One other thing I want to point out is JL Collins got lucky in his story. When he was talking about how he had one tenant and that tenant found another tenant for him and that tenant found another tenant for him, my biggest mistake personally as a landlord was I did something very similar to that. I did a really diligent screening process for two tenants. They split up. They were a couple and she brought in a roommate, who was great, and everything went well. Then she left and I was left with the roommate. She brought in her boyfriend, right? Everything was great.
Then she left that person and I now have the boyfriend, and I’m several layers away from my screening process, and this remaining tenant, the boyfriend, several layers removed, caused a tremendous amount of problems and actually ended up getting arrested before I got the property back and was able to rerent and rehab it.
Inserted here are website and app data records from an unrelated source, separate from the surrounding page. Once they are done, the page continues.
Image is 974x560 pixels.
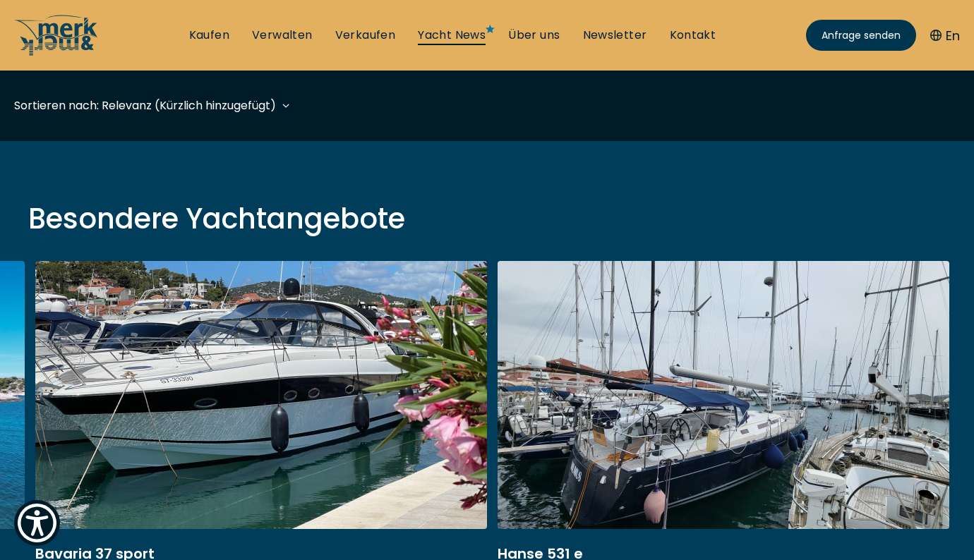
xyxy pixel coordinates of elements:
[335,28,396,43] a: Verkaufen
[189,28,230,43] a: Kaufen
[508,28,560,43] a: Über uns
[252,28,313,43] a: Verwalten
[583,28,647,43] a: Newsletter
[806,20,916,50] a: Anfrage senden
[930,26,960,45] button: En
[669,28,716,43] a: Kontakt
[14,96,276,114] div: Sortieren nach: Relevanz (Kürzlich hinzugefügt)
[418,28,486,43] a: Yacht News
[14,500,60,546] button: Show Accessibility Preferences
[822,28,900,43] span: Anfrage senden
So it could have been even worse from that. I really encourage you, don’t let the tenants refer or if you let the tenant refer another tenant, that’s fine, but go through the screening process and check the credit criminal and income check and do your reference check if you’re going to self-manage on that because I didn’t and I paid a price for that. So it could have been even worse for him and he could have got a bad tenant or a tenant that trashed the place. Thankfully, I did not have that problem.
Mindy:
Yes, yes. Real estate is not the right investment vehicle for everyone, and there are so many different ways to invest your money to grow and generate wealth. You don’t have to just be stuck on real estate. Even though I love real estate, I’ve had my problems, too. I’ve had co contractor problems. Oh, my goodness. That’s why my husband and I DIY everything because it’s so much easier to just learn how to roof my house and try and find a roofer or that’s actually one of the things I don’t do, but it’s way easier to learn how to do a new skill than to try and find somebody to do it for you.
Scott:
One last thing here. We would love to hear from, I think, a couple of other folks who might have invested in this time period in the late ’70s, early ’80s in real estate, and maybe had some successes and failures, what worked, what didn’t. I think there’s a lot of, to my mind, overlap between the economic environment that we talked about at the beginning of this podcast and today’s economic environment. I think it would be really valuable to hear a couple of those stories on the show.
Mindy:
Ooh. My dad bought a house. My parents bought a house up in Oregon the minute before the market crashed and they ended up owning it for 30 years because they couldn’t sell it for the longest time that I don’t remember why they ended up eventually selling it.
Scott:
Yeah. I think we’d love to hear stories from investors in particular, who have those successes or failures in that time period. I think that’ll be really valuable as we’re thinking about how to navigate the waters ahead.
Mindy:
Maybe I’ll set my dad. Maybe we can do a test recording with my dad and if it works out, great, and if not, then we won’t air it.
Scott:
Sounds great.
Mindy:
He’ll be here in a few months. Okay, cool. Well, I’ll set him up. I mean, I would have to. He’s not a techie. Okay. Scott, should we get out of here?
Scott:
Let’s do it.
Mindy:
Okay. Before we do, let’s just say, let’s use our new phrase. The IRS takes the yay away. That’s their new motto. So I have a friend named Evan who works there and I’m going to share that with him, “Hey, do you guys need a new motto?” Okay. From episode 285 of the BiggerPockets Money podcast, he is Scott Trench, and I am Mindy Jensen saying, “Give me a shout out.”